Wednesday, May 27, 2009

Sleeper (1973) A Film by Woody Allen


Sleeper may very well have been the first time Woody Allen was able to pull it all together: a story with coherence and flow (the terrain on which Bananas, Take the Money and Run, and Everything You Always Wanted to Know About Sex * But Were Afraid to Ask struggled), a pleasing balance of slapstick and verbal wit, and an intellectual undercurrent (which, to be sure, is very much an undercurrent, for it's so disguised underneath Allen's playful whimsy and absurdist logic). Woody was still a young, instinctive director at this point, but with three uproariously original films under his belt, he was beginning to erect the confidence and studio backing he needed to create a sprawling science fiction farce like Sleeper.

The film satirizes America of the 70's by projecting society's foolishness into that of a totalitarian police state of 2173. It's an intriguing concept, because when Woody's character discusses American history to awestruck future humans, they laugh at the seeming idiocy. In turn, the audience laughs, likely for the same reasons they do, so the film is able to induce the same kind of hypnotized state in its audience that it reveals with its characters, reflecting how easily people can be blinded by the delusions of their situation. Allen stars as Miles Monroe, a jazz clarinetist and health-foods store owner in Greenwich Village who is cryogenically frozen following an operation only to wake up 200 years later in the presence of some dissidents hoping to use him as a method of obtaining secrets from the government in light of his complete anonymity (in this society, punctilious records are kept on everyone). Being the neurotic pipsqueak he is, Miles flees just at the suggestion of possible capture, eventually finding his way out of desperation into the suit of one of the many household robots.

He is delivered to the house of Luna Schlosser (Diane Keaton), a complacent ignoramus with acclaim as a poet, who hasn't the slightest of suspicion regarding her new assistant. Once his identity is threatened, however, he reveals himself to Luna and takes her under his wing in his mission to avoid capture, in the process inadvertently transforming her into a pseudo-intellectual that spits out factoids about Karl Marx. Ultimately, she ends up serving the role that Keaton always does for Allen: the optimistic free-spirit who gives him upbeat fodder against which he can unleash his quick-witted, nervous chattering. In Sleeper, this ability to interact on some human level is especially valued by Allen's character given the sexual frigidity and displaced moral stance of the futuristic society (a device called an Orgazmatron is used to eschew the act of sex entirely).

The film has some of the most accomplished visuals of Allen's early work. With slick, sterile set design that is often meant to emulate that of Kubrick's 2001: A Space Odyssey, Sleeper exhibits a canned futuristic look brought to life by dynamic camerawork and Allen's uninhibited physical liveliness. Against the strictness of the society and its architecture, Allen slapstick gestures are especially potent. As in a Buster Keaton film, the camera trains itself on Allen's spontaneously silly behavior, such as when he sneaks into police-run territory to steal food for him and Luna in their forest hideaway (he is trying to acquire oversized bananas and strawberries, which are popularly regarded as unhealthy while cigarettes are considered nutritious). The film's roaring jazz soundtrack (on which Allen himself played clarinet) dominates during these outlandish romps, presenting yet another exuberant contrast to the cold features of the milieu. Miles and Luna pass themselves off in one last ditch effort as doctors familiar with cloning, sparking the arrival of the film's hilarious finale, which speaks to the hilarity of Allen's vision: they fudge a cloning of the dictator, who has been reduced to a lone nose.

2 comments:

Ed Howard said...

Great writeup. I agree that this is Woody's first truly good film. There are moments I like in the first three (especially Take the Money and Run, a fine debut), but this film is a pretty massive leap forward. The Woody/Keaton pattering relationship is at its peak, and the futuristic setting provides a different context for Woody's distinctive humor, much as the trappings of the Russian novel would in Love and Death. And I love all the slapstick sequences, Woody's tributes to silent comedy. He doesn't do that kind of stuff often, but when he does it proves that his comedic talents are more than just verbal -- see also the hyperactive helium-fueled chase sequence in Broadway Danny Rose.

Carson Lund said...

Thanks, Ed. Regarding the slapstick sequences, I think that although they are not Woody's primary tactics, he can do it better than most, the greats included. His facial expressions and frenetic movements are completely his own. He takes the tradition of silent comedy and gives it a very unique spin so that it's more than just tripping on objects in fast motion.

Also, to be fair, Take the Money and Run is only his first true "directorial" film, in that he was actually shooting scenes. Technically, his first film was What's Up, Tiger Lily?, an absurd reimagining of a Japanese crime film which he completely voiced over.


ABOUT THIS TASK:
Repeat all of the data word for word so that only the pictures are missing from the copy.

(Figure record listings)
Content starts

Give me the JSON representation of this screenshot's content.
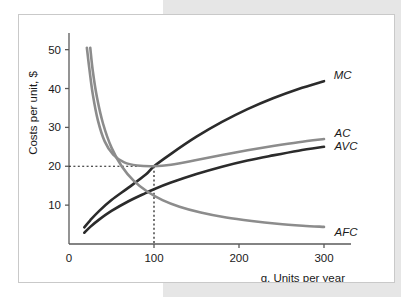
{
  "figure": {
    "background_color": "#ffffff",
    "panel_color": "#e6e6e6",
    "border_color": "#c9c9c9"
  },
  "chart_data": {
    "type": "line",
    "title": "",
    "xlabel": "q, Units per year",
    "ylabel": "Costs per unit, $",
    "xlim": [
      0,
      320
    ],
    "ylim": [
      0,
      53
    ],
    "xticks": [
      0,
      100,
      200,
      300
    ],
    "xtick_labels": [
      "0",
      "100",
      "200",
      "300"
    ],
    "yticks": [
      10,
      20,
      30,
      40,
      50
    ],
    "ytick_labels": [
      "10",
      "20",
      "30",
      "40",
      "50"
    ],
    "grid": false,
    "legend_position": "right-inline-labels",
    "annotations": [
      {
        "name": "min-ac-guideline",
        "type": "dotted-crosshair",
        "x": 100,
        "y": 20,
        "description": "Dotted lines marking minimum AC at q = 100, cost = 20"
      }
    ],
    "series": [
      {
        "name": "MC",
        "label": "MC",
        "color": "#2b2b2b",
        "width": 2.6,
        "label_x": 302,
        "label_y": 43.4,
        "x": [
          18,
          25,
          35,
          50,
          70,
          90,
          100,
          120,
          150,
          180,
          210,
          240,
          270,
          300
        ],
        "y": [
          4.3,
          6.1,
          8.4,
          11.3,
          14.5,
          17.8,
          20.0,
          23.2,
          27.6,
          31.4,
          34.7,
          37.5,
          39.9,
          41.9
        ]
      },
      {
        "name": "AC",
        "label": "AC",
        "color": "#8c8c8c",
        "width": 2.6,
        "label_x": 303,
        "label_y": 28.6,
        "x": [
          21,
          24,
          28,
          34,
          42,
          52,
          65,
          80,
          100,
          120,
          150,
          180,
          210,
          240,
          270,
          300
        ],
        "y": [
          50.5,
          45.0,
          38.5,
          31.8,
          26.4,
          23.0,
          21.0,
          20.2,
          20.0,
          20.4,
          21.6,
          22.9,
          24.1,
          25.2,
          26.2,
          27.0
        ]
      },
      {
        "name": "AVC",
        "label": "AVC",
        "color": "#2b2b2b",
        "width": 2.6,
        "label_x": 303,
        "label_y": 25.1,
        "x": [
          18,
          25,
          35,
          50,
          70,
          90,
          100,
          120,
          150,
          180,
          210,
          240,
          270,
          300
        ],
        "y": [
          2.9,
          4.4,
          6.2,
          8.5,
          11.0,
          13.1,
          14.1,
          15.8,
          18.0,
          19.9,
          21.5,
          22.8,
          24.0,
          25.0
        ]
      },
      {
        "name": "AFC",
        "label": "AFC",
        "color": "#8c8c8c",
        "width": 2.6,
        "label_x": 303,
        "label_y": 3.2,
        "x": [
          25,
          28,
          33,
          40,
          50,
          62,
          76,
          92,
          110,
          130,
          155,
          185,
          215,
          245,
          275,
          300
        ],
        "y": [
          50.5,
          44.5,
          37.6,
          31.0,
          24.8,
          20.0,
          16.3,
          13.5,
          11.3,
          9.6,
          8.1,
          6.8,
          5.9,
          5.2,
          4.7,
          4.4
        ]
      }
    ]
  }
}
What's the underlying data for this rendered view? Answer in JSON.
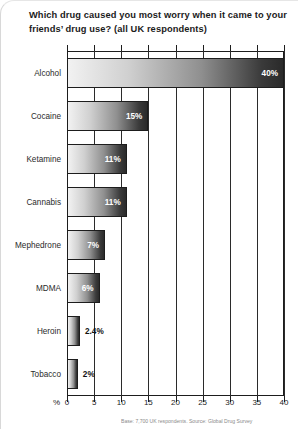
{
  "title": "Which drug caused you most worry when it came to your friends’ drug use? (all UK respondents)",
  "footnote": "Base: 7,700 UK respondents. Source: Global Drug Survey",
  "axis": {
    "percent_symbol": "%",
    "ticks": [
      "0",
      "5",
      "10",
      "15",
      "20",
      "25",
      "30",
      "35",
      "40"
    ]
  },
  "chart_data": {
    "type": "bar",
    "orientation": "horizontal",
    "title": "Which drug caused you most worry when it came to your friends’ drug use? (all UK respondents)",
    "xlabel": "%",
    "ylabel": "",
    "xlim": [
      0,
      40
    ],
    "xticks": [
      0,
      5,
      10,
      15,
      20,
      25,
      30,
      35,
      40
    ],
    "grid": true,
    "legend": false,
    "categories": [
      "Alcohol",
      "Cocaine",
      "Ketamine",
      "Cannabis",
      "Mephedrone",
      "MDMA",
      "Heroin",
      "Tobacco"
    ],
    "values": [
      40,
      15,
      11,
      11,
      7,
      6,
      2.4,
      2
    ],
    "data_labels": [
      "40%",
      "15%",
      "11%",
      "11%",
      "7%",
      "6%",
      "2.4%",
      "2%"
    ],
    "label_placement": [
      "inside",
      "inside",
      "inside",
      "inside",
      "inside",
      "inside",
      "outside",
      "outside"
    ],
    "bar_fill": "linear-gradient light-grey to black",
    "colors": {
      "bar_start": "#f2f2f2",
      "bar_end": "#2a2a2a",
      "axis": "#1d1d1d",
      "label_inside": "#ffffff",
      "label_outside": "#111111"
    }
  }
}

Content ends

ANSWER SPACE:
Give me the JSON representation of this screenshot's content.
{
  "figure": {
    "background_color": "#ffffff",
    "panel_color": "#e6e6e6",
    "border_color": "#c9c9c9"
  },
  "chart_data": {
    "type": "line",
    "title": "",
    "xlabel": "q, Units per year",
    "ylabel": "Costs per unit, $",
    "xlim": [
      0,
      320
    ],
    "ylim": [
      0,
      53
    ],
    "xticks": [
      0,
      100,
      200,
      300
    ],
    "xtick_labels": [
      "0",
      "100",
      "200",
      "300"
    ],
    "yticks": [
      10,
      20,
      30,
      40,
      50
    ],
    "ytick_labels": [
      "10",
      "20",
      "30",
      "40",
      "50"
    ],
    "grid": false,
    "legend_position": "right-inline-labels",
    "annotations": [
      {
        "name": "min-ac-guideline",
        "type": "dotted-crosshair",
        "x": 100,
        "y": 20,
        "description": "Dotted lines marking minimum AC at q = 100, cost = 20"
      }
    ],
    "series": [
      {
        "name": "MC",
        "label": "MC",
        "color": "#2b2b2b",
        "width": 2.6,
        "label_x": 302,
        "label_y": 43.4,
        "x": [
          18,
          25,
          35,
          50,
          70,
          90,
          100,
          120,
          150,
          180,
          210,
          240,
          270,
          300
        ],
        "y": [
          4.3,
          6.1,
          8.4,
          11.3,
          14.5,
          17.8,
          20.0,
          23.2,
          27.6,
          31.4,
          34.7,
          37.5,
          39.9,
          41.9
        ]
      },
      {
        "name": "AC",
        "label": "AC",
        "color": "#8c8c8c",
        "width": 2.6,
        "label_x": 303,
        "label_y": 28.6,
        "x": [
          21,
          24,
          28,
          34,
          42,
          52,
          65,
          80,
          100,
          120,
          150,
          180,
          210,
          240,
          270,
          300
        ],
        "y": [
          50.5,
          45.0,
          38.5,
          31.8,
          26.4,
          23.0,
          21.0,
          20.2,
          20.0,
          20.4,
          21.6,
          22.9,
          24.1,
          25.2,
          26.2,
          27.0
        ]
      },
      {
        "name": "AVC",
        "label": "AVC",
        "color": "#2b2b2b",
        "width": 2.6,
        "label_x": 303,
        "label_y": 25.1,
        "x": [
          18,
          25,
          35,
          50,
          70,
          90,
          100,
          120,
          150,
          180,
          210,
          240,
          270,
          300
        ],
        "y": [
          2.9,
          4.4,
          6.2,
          8.5,
          11.0,
          13.1,
          14.1,
          15.8,
          18.0,
          19.9,
          21.5,
          22.8,
          24.0,
          25.0
        ]
      },
      {
        "name": "AFC",
        "label": "AFC",
        "color": "#8c8c8c",
        "width": 2.6,
        "label_x": 303,
        "label_y": 3.2,
        "x": [
          25,
          28,
          33,
          40,
          50,
          62,
          76,
          92,
          110,
          130,
          155,
          185,
          215,
          245,
          275,
          300
        ],
        "y": [
          50.5,
          44.5,
          37.6,
          31.0,
          24.8,
          20.0,
          16.3,
          13.5,
          11.3,
          9.6,
          8.1,
          6.8,
          5.9,
          5.2,
          4.7,
          4.4
        ]
      }
    ]
  }
}
What's the underlying data for this rendered view? Answer in JSON.
{
  "title": "Which drug caused you most worry when it came to your friends’ drug use? (all UK respondents)",
  "footnote": "Base: 7,700 UK respondents. Source: Global Drug Survey",
  "axis": {
    "percent_symbol": "%",
    "ticks": [
      "0",
      "5",
      "10",
      "15",
      "20",
      "25",
      "30",
      "35",
      "40"
    ]
  },
  "chart_data": {
    "type": "bar",
    "orientation": "horizontal",
    "title": "Which drug caused you most worry when it came to your friends’ drug use? (all UK respondents)",
    "xlabel": "%",
    "ylabel": "",
    "xlim": [
      0,
      40
    ],
    "xticks": [
      0,
      5,
      10,
      15,
      20,
      25,
      30,
      35,
      40
    ],
    "grid": true,
    "legend": false,
    "categories": [
      "Alcohol",
      "Cocaine",
      "Ketamine",
      "Cannabis",
      "Mephedrone",
      "MDMA",
      "Heroin",
      "Tobacco"
    ],
    "values": [
      40,
      15,
      11,
      11,
      7,
      6,
      2.4,
      2
    ],
    "data_labels": [
      "40%",
      "15%",
      "11%",
      "11%",
      "7%",
      "6%",
      "2.4%",
      "2%"
    ],
    "label_placement": [
      "inside",
      "inside",
      "inside",
      "inside",
      "inside",
      "inside",
      "outside",
      "outside"
    ],
    "bar_fill": "linear-gradient light-grey to black",
    "colors": {
      "bar_start": "#f2f2f2",
      "bar_end": "#2a2a2a",
      "axis": "#1d1d1d",
      "label_inside": "#ffffff",
      "label_outside": "#111111"
    }
  }
}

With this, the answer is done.